Re: Front shifting issues on a half-step setup



S

Sheldon Brown

Guest
Joe LoBuglio wrote:

> I've read most of the postings about half-step here; I respectfully ask
> that this not become another question as to if half-step is useful or
> outdated. I'd like to give it a try and a newly acquired bike gives me
> that chance.
>
> I am having two problems:
> 1. Shifting to inner chainring almost always causes the chain to miss
> the ring and fall inward onto the bottom bracket.
> 2. When shifting from inner chainring to the middle, the chain often
> overshoots and ends up between the middle and outer. It stays on top
> and between the rings rings while I pedal. If I am lucky I can just
> nudge it one way or the other. When unlucky it wedges between the two
> rings.
>
> It is a 1990 Trek 520 with mostly original components. The rear is a
> 12-28 hyperglide casset and the front is a 28-46-50 with round
> chainrings. (the 46 was my worn outer ring of my 21 speed mountain bike
> that is now, in its new position as a middle ring, flipped over. The
> others are Shimano rings circa 1990) I am using barcon shifters
> (indexed rear, friction front) and have a Shimano Deore II half-step
> front derailer. The chain is of unknown origin (unmarked) but looks
> like an older model (no powerlink) and measurements show it to be
> virtually unworn. All components have been cleaned and relubricated.
>
> Is the 46 to 28 jump just too far for reliable shifting


No.

> or is it an adjustment issue?


Probably not.

> It is wost when I am already in my 28 on the rear and
> then shift from the 46 to the 28. I've tried making the outer plate of
> the derailer more parallel to the chainrings (it was slightly inboard)
> but that hasn't helped. I've adjusted the inward stop with no avail (it
> happens even when shifting slowly so I didn't expect an improvement.) I
> suppose a chain watcher would help but that seems inelegant.


A chain watcher would fix that issue, but I'm pretty sure the root of
both problems is the middle chainring.

> About the chain going between the two larger rings, is this just
> because they are so close in size?


No.

> If I changed the 46 to the 47, would
> that be worse? Will a new chain (8 speed PC-48) make it worse? Perhaps
> a 9 speed center chainring will solve this.


You need a middle chainring _designed_ for the middle position. This
will put the teeth in the right plane, and you'll have the correct bevel
on the inner surface of the chainring.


▸ Goal of the exercise:
Print the material underneath in full, keeping every line exactly as it is.

▸ Records:
··········

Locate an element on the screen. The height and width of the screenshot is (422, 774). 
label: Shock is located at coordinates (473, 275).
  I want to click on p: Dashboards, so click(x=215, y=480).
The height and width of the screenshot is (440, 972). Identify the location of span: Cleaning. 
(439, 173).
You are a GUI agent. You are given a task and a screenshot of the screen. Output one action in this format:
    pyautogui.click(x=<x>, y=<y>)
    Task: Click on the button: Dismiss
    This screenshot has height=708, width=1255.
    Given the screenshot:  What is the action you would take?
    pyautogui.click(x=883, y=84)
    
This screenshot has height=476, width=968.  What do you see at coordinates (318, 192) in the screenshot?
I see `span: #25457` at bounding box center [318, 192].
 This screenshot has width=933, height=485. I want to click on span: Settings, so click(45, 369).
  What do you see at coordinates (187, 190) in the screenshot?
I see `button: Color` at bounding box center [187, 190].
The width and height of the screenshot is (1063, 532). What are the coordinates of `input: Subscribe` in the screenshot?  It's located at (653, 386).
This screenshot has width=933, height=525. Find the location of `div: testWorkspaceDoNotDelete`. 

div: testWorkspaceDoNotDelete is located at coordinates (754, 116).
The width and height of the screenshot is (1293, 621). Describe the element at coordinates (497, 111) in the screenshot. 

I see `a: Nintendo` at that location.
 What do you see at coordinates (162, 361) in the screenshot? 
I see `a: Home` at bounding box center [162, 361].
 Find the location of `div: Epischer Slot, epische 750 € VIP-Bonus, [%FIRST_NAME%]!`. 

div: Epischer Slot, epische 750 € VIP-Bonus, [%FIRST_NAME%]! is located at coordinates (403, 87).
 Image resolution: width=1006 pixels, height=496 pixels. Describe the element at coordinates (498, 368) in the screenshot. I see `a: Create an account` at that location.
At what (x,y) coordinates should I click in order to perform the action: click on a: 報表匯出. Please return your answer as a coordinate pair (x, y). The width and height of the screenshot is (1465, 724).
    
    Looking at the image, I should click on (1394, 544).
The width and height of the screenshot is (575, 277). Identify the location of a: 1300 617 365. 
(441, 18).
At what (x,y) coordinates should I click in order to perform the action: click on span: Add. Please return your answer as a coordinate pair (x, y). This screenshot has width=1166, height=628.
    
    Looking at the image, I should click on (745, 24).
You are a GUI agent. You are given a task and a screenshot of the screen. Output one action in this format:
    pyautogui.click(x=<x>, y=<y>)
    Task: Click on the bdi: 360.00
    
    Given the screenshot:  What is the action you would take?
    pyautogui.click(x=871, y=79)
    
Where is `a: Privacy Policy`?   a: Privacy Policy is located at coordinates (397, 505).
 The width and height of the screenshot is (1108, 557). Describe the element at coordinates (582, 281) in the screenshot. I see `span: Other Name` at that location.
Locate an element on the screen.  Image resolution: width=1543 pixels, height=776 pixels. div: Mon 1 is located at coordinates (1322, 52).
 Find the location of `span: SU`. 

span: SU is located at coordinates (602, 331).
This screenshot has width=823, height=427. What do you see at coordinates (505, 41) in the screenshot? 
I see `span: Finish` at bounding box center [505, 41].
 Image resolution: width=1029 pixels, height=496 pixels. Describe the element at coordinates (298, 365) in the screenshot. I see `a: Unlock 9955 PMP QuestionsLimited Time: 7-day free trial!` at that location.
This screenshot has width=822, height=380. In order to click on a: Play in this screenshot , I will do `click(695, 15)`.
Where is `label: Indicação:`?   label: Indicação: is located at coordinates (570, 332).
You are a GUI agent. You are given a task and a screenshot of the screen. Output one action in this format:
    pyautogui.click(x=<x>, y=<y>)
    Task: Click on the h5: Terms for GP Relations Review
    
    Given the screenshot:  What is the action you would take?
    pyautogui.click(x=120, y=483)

··········

▸ Exercise solution:
Locate an element on the screen. The height and width of the screenshot is (422, 774). 
label: Shock is located at coordinates (473, 275).
  I want to click on p: Dashboards, so click(x=215, y=480).
The height and width of the screenshot is (440, 972). Identify the location of span: Cleaning. 
(439, 173).
You are a GUI agent. You are given a task and a screenshot of the screen. Output one action in this format:
    pyautogui.click(x=<x>, y=<y>)
    Task: Click on the button: Dismiss
    This screenshot has height=708, width=1255.
    Given the screenshot:  What is the action you would take?
    pyautogui.click(x=883, y=84)
    
This screenshot has height=476, width=968.  What do you see at coordinates (318, 192) in the screenshot?
I see `span: #25457` at bounding box center [318, 192].
 This screenshot has width=933, height=485. I want to click on span: Settings, so click(45, 369).
  What do you see at coordinates (187, 190) in the screenshot?
I see `button: Color` at bounding box center [187, 190].
The width and height of the screenshot is (1063, 532). What are the coordinates of `input: Subscribe` in the screenshot?  It's located at (653, 386).
This screenshot has width=933, height=525. Find the location of `div: testWorkspaceDoNotDelete`. 

div: testWorkspaceDoNotDelete is located at coordinates (754, 116).
The width and height of the screenshot is (1293, 621). Describe the element at coordinates (497, 111) in the screenshot. 

I see `a: Nintendo` at that location.
 What do you see at coordinates (162, 361) in the screenshot? 
I see `a: Home` at bounding box center [162, 361].
 Find the location of `div: Epischer Slot, epische 750 € VIP-Bonus, [%FIRST_NAME%]!`. 

div: Epischer Slot, epische 750 € VIP-Bonus, [%FIRST_NAME%]! is located at coordinates (403, 87).
 Image resolution: width=1006 pixels, height=496 pixels. Describe the element at coordinates (498, 368) in the screenshot. I see `a: Create an account` at that location.
At what (x,y) coordinates should I click in order to perform the action: click on a: 報表匯出. Please return your answer as a coordinate pair (x, y). The width and height of the screenshot is (1465, 724).
    
    Looking at the image, I should click on (1394, 544).
The width and height of the screenshot is (575, 277). Identify the location of a: 1300 617 365. 
(441, 18).
At what (x,y) coordinates should I click in order to perform the action: click on span: Add. Please return your answer as a coordinate pair (x, y). This screenshot has width=1166, height=628.
    
    Looking at the image, I should click on (745, 24).
You are a GUI agent. You are given a task and a screenshot of the screen. Output one action in this format:
    pyautogui.click(x=<x>, y=<y>)
    Task: Click on the bdi: 360.00
    
    Given the screenshot:  What is the action you would take?
    pyautogui.click(x=871, y=79)
    
Where is `a: Privacy Policy`?   a: Privacy Policy is located at coordinates (397, 505).
 The width and height of the screenshot is (1108, 557). Describe the element at coordinates (582, 281) in the screenshot. I see `span: Other Name` at that location.
Locate an element on the screen.  Image resolution: width=1543 pixels, height=776 pixels. div: Mon 1 is located at coordinates (1322, 52).
 Find the location of `span: SU`. 

span: SU is located at coordinates (602, 331).
This screenshot has width=823, height=427. What do you see at coordinates (505, 41) in the screenshot? 
I see `span: Finish` at bounding box center [505, 41].
 Image resolution: width=1029 pixels, height=496 pixels. Describe the element at coordinates (298, 365) in the screenshot. I see `a: Unlock 9955 PMP QuestionsLimited Time: 7-day free trial!` at that location.
This screenshot has width=822, height=380. In order to click on a: Play in this screenshot , I will do `click(695, 15)`.
Where is `label: Indicação:`?   label: Indicação: is located at coordinates (570, 332).
You are a GUI agent. You are given a task and a screenshot of the screen. Output one action in this format:
    pyautogui.click(x=<x>, y=<y>)
    Task: Click on the h5: Terms for GP Relations Review
    
    Given the screenshot:  What is the action you would take?
    pyautogui.click(x=120, y=483)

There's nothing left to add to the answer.